Task to carry out: Please transcribe the data below in full. Omit any picture you find in it.

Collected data
*** Block opens ***
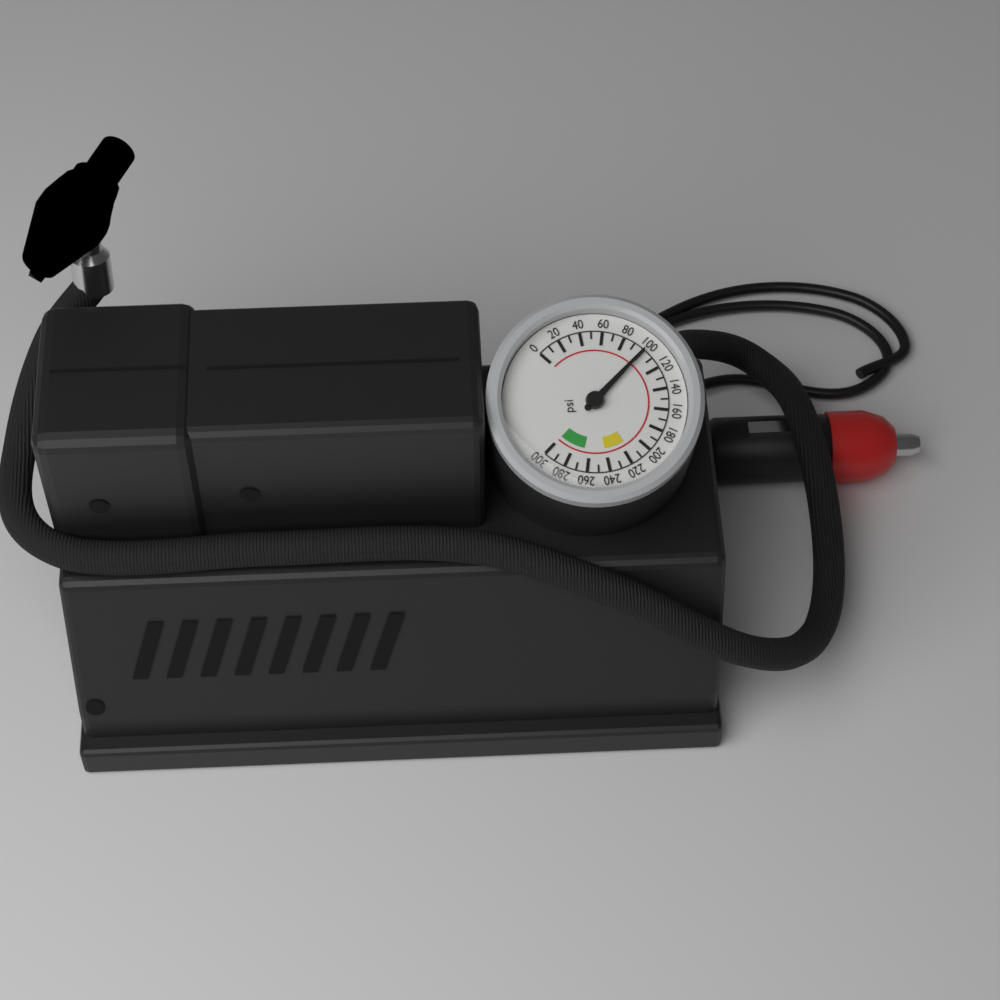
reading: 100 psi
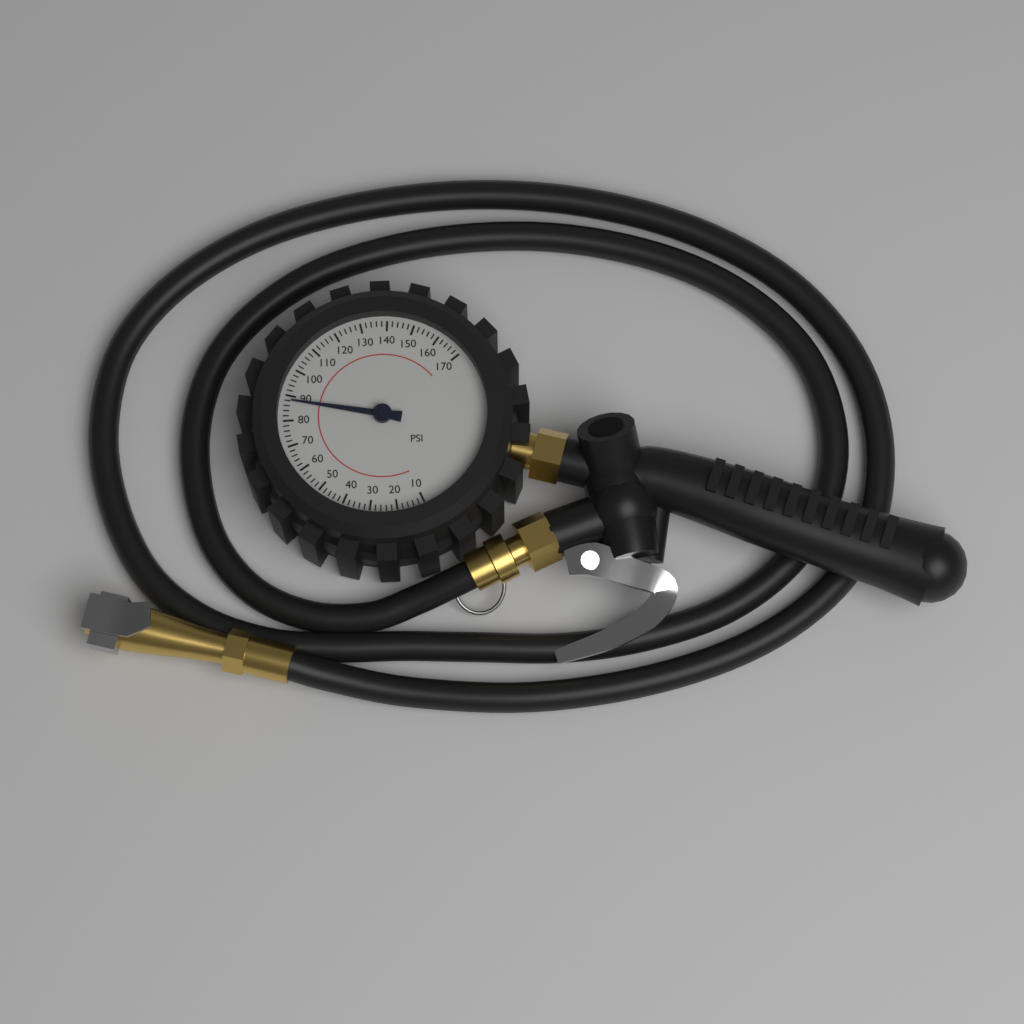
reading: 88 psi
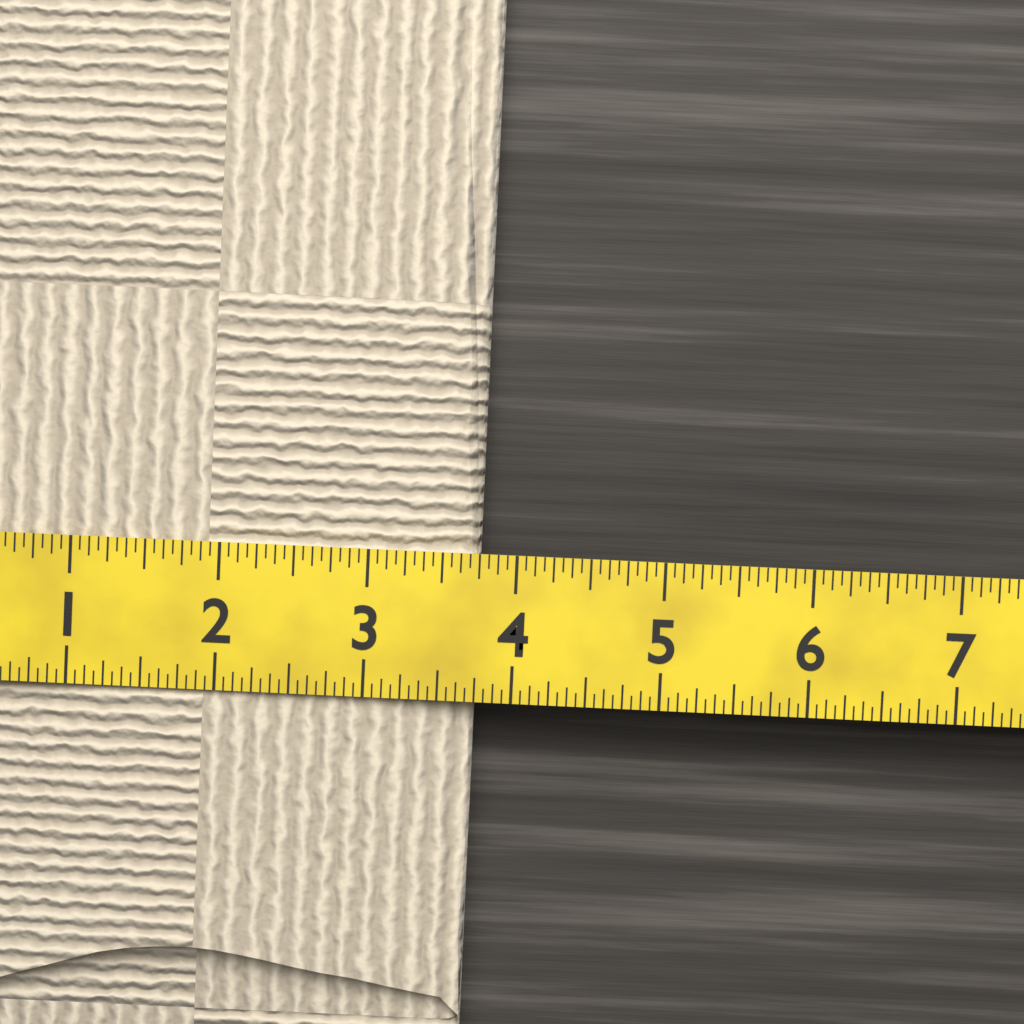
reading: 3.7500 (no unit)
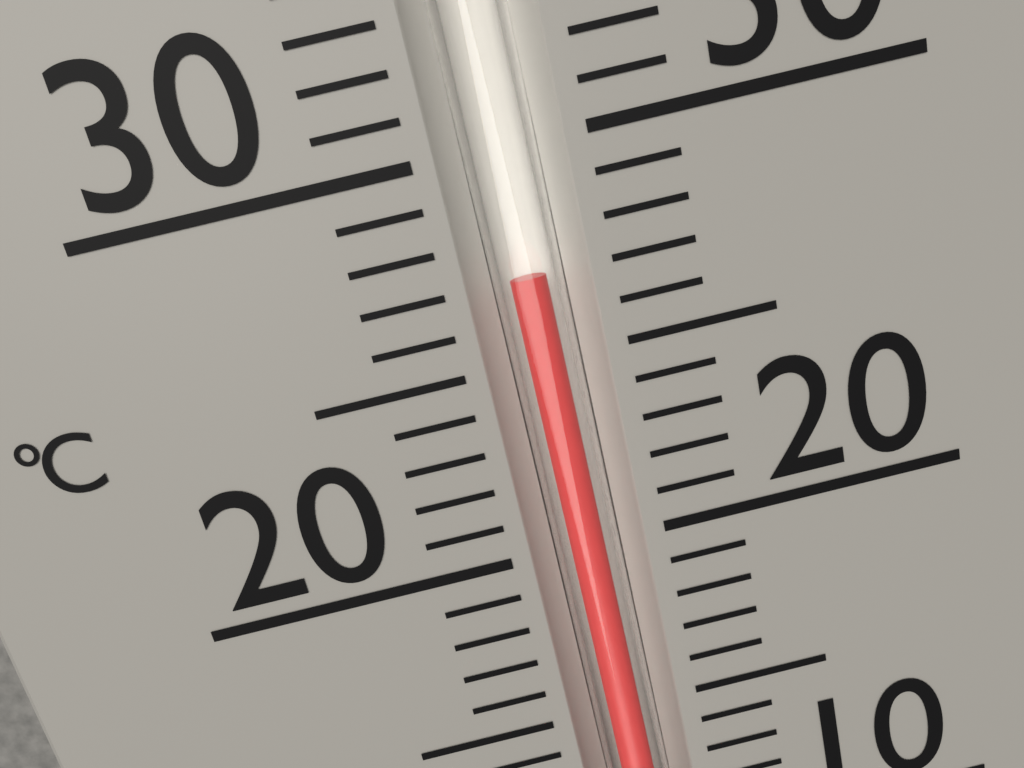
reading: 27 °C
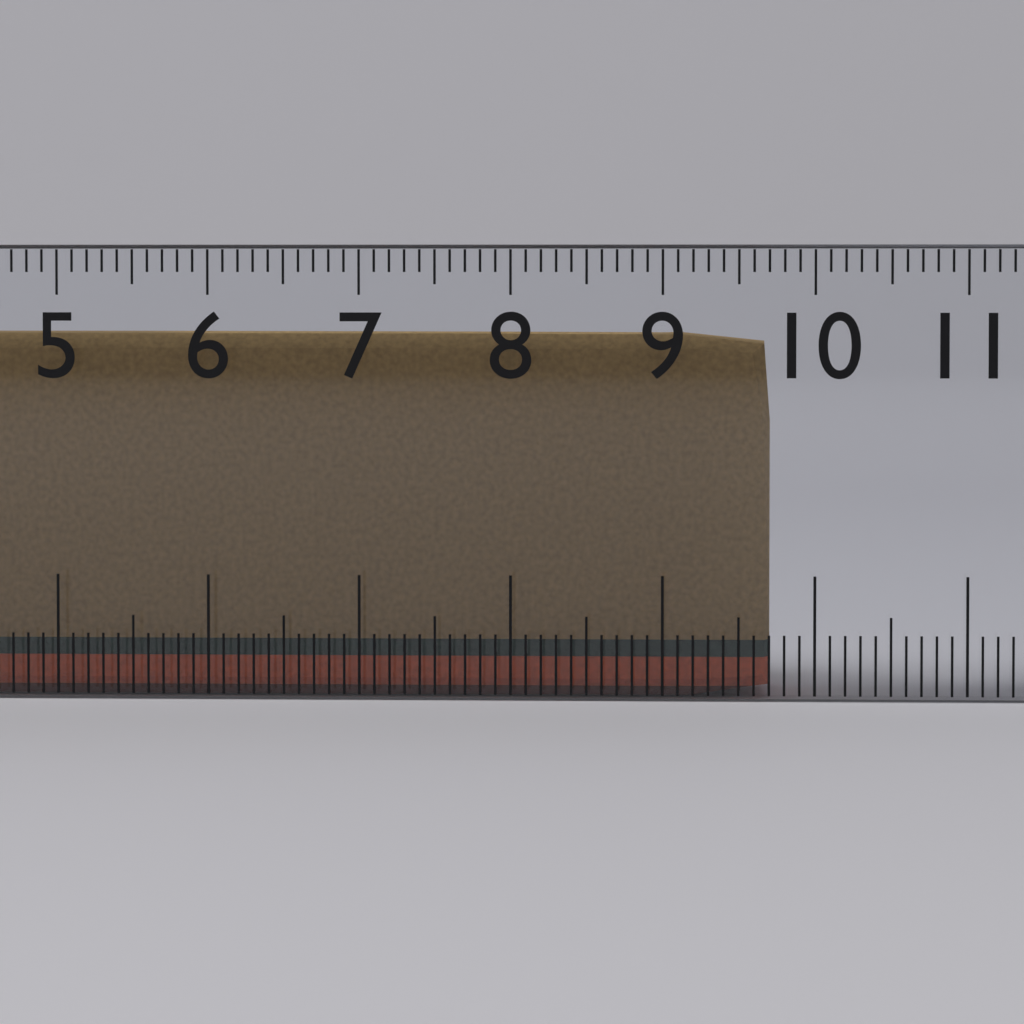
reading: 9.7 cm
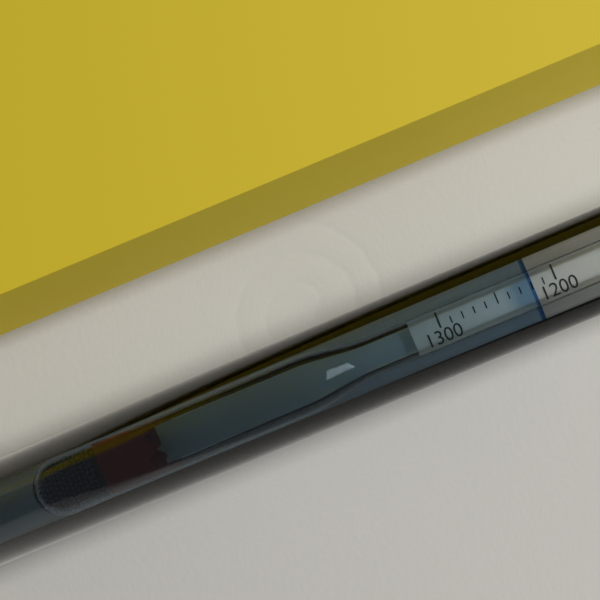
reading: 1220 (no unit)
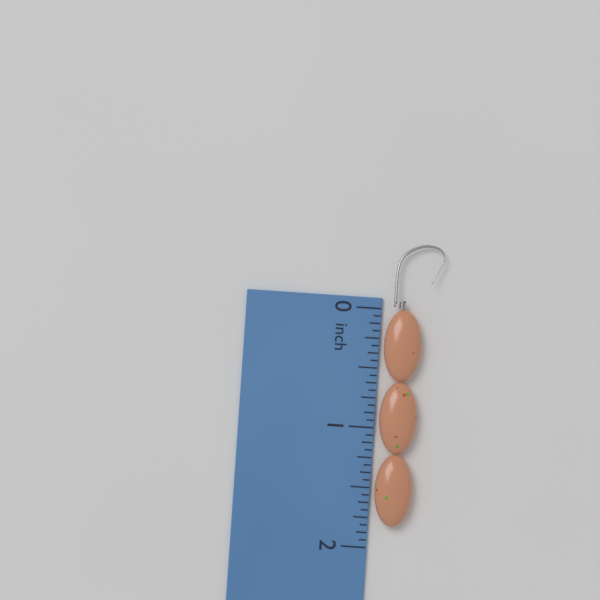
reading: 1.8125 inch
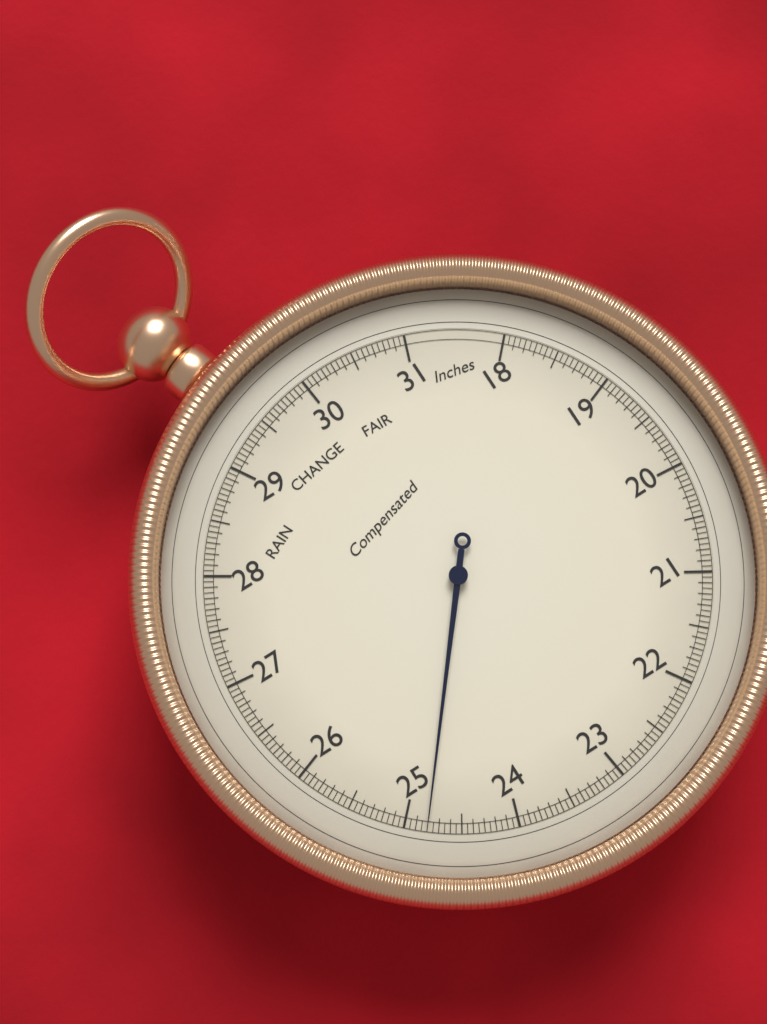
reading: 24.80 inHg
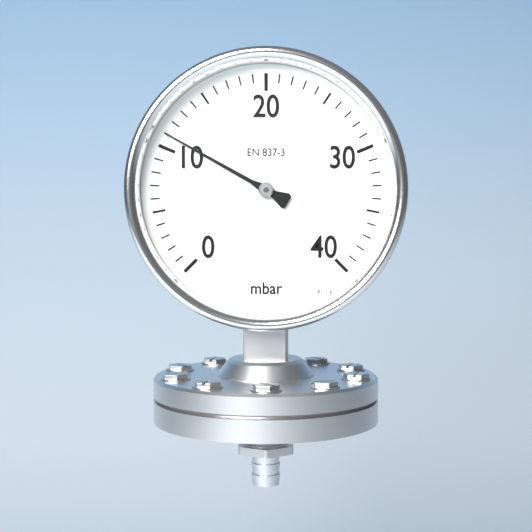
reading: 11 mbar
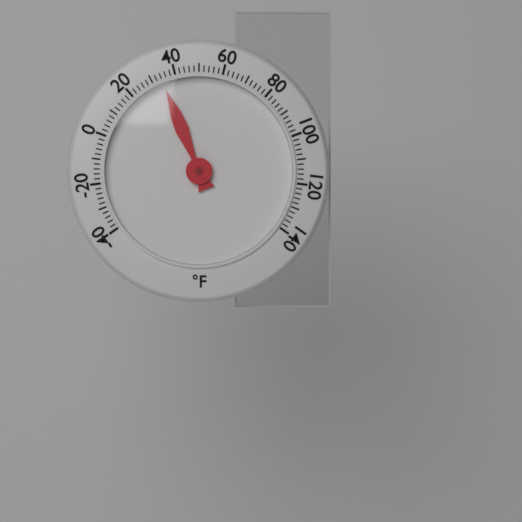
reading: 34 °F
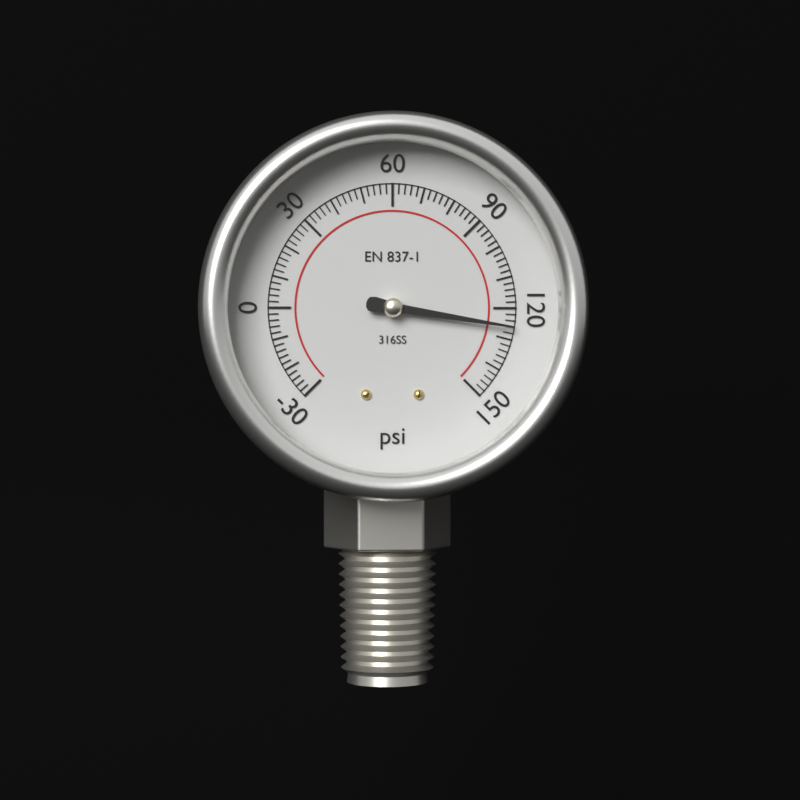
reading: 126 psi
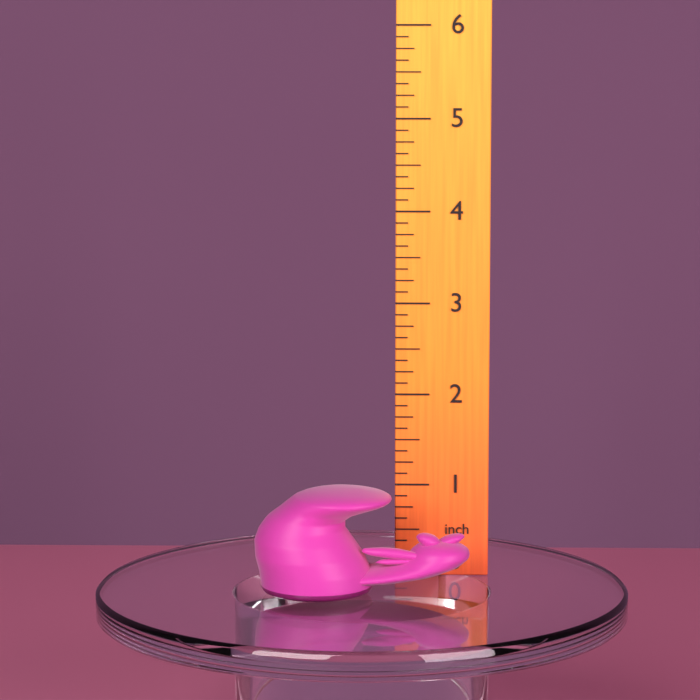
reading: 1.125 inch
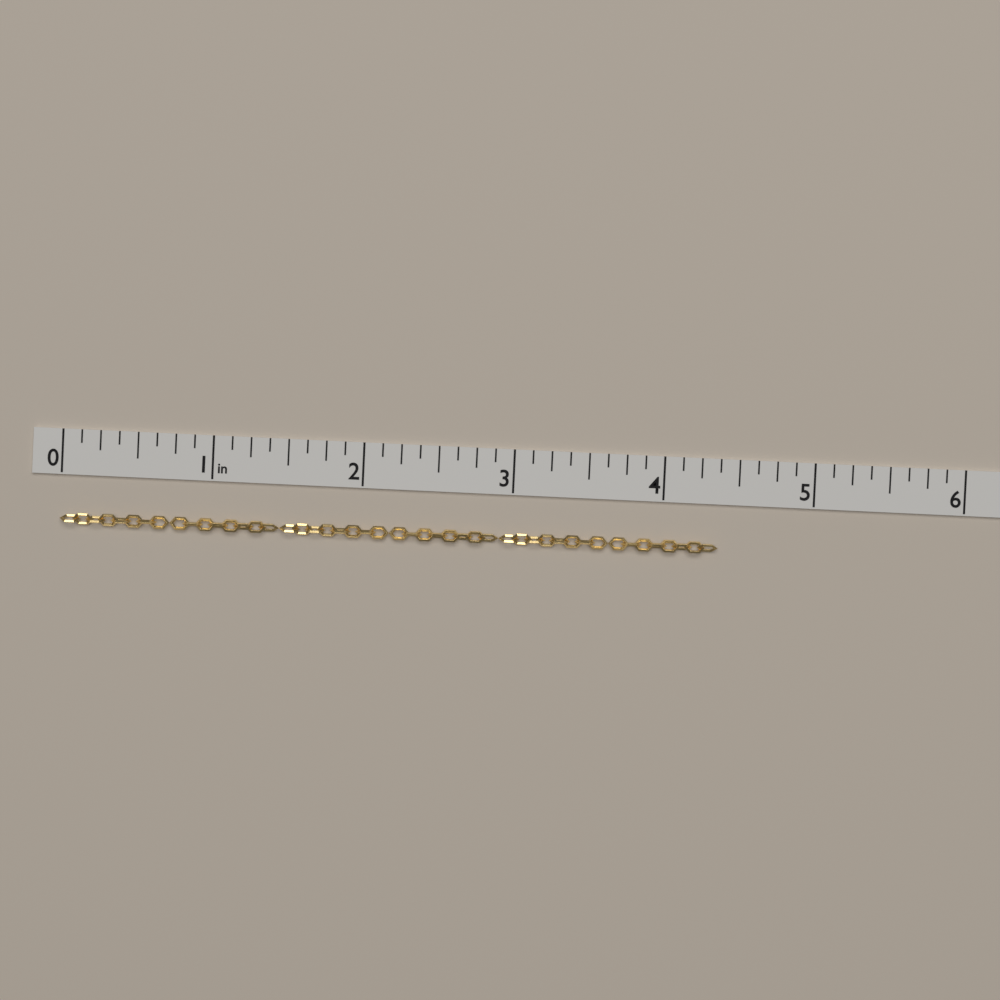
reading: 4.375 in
*** Block closes ***
Answer box:
reading: 100 psi
reading: 88 psi
reading: 3.7500 (no unit)
reading: 27 °C
reading: 9.7 cm
reading: 1220 (no unit)
reading: 1.8125 inch
reading: 24.80 inHg
reading: 11 mbar
reading: 34 °F
reading: 126 psi
reading: 1.125 inch
reading: 4.375 in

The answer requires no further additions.